Of yes, the hot-air ballooning fraternity are well aware of how to use the vagaries of the law to their commercial advantage. If your penned pheasants are scared into oblivion by a low-flying balloon firing its burners right over them, tough. I mean, have you ever heard of anybody actually being paid compensation in such cases?

For arable farmers, the damage caused by a balloon landing in a standing crop might admittedly be easier to prove. Often, however, the real damage is done by a recovery vehicle driving across a field — and I am told they are adept at roaring in, loading up, and then rushing out before any action can be taken.

Of course, the majority of balloon operators try to minimise any damage or disturbance. They operate according to codes of practice that lessen the chances of confrontation and conflict. But the general principle of a business activity that depends on committing trespass against the private property of other people has to be questionable.

I have never had a hot-air balloon land on my own farm, but we do sometimes get very low flying military aircraft. Some F16s came over the other day, making a hell of a racket. They were flying towards the NATO electronic warfare range at Spadeadam, Cumbria. That’s a good few miles away from us, but these planes move at such a speed that they sometimes line up an approach from many miles out. Why on earth does RAF Spadeadam sanction very low flying over livestock farms, shortly after lambing, near a national nature reserve that hosts wildfowl that pose an airstrike risk, in a national park and a World Heritage Site? It’s not as though they don’t have plenty of choice — they have the vast expanse of Kielder Forest to play over.

Worse, the warplanes in this latest incident were not even ours, they were German (and no, I didn’t mention the war when I spoke to the local low-flying liaison officer). It turns out that in Germany, military planes are simply not allowed to fl y like this. So they come over here and trash the tranquillity of our national parks instead. Is that galling, or what?
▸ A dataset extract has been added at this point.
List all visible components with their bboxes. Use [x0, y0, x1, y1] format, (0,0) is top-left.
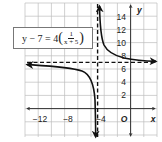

I have been told that, legally, aircraft flying very close to the surface of private land might be committing an offence against the landowner, but the military, of course, have Crown immunity. I don’t know if this immunity extends to the military of foreign powers invited over here by our Government, but whatever the legal technicalities, there is nowt we can do about it.

Hot-air balloons operated by commercial companies, on the other hand, have no such defence. I wonder… is one allowed to “clamp” or detain a landed balloon until a reasonable fee is paid?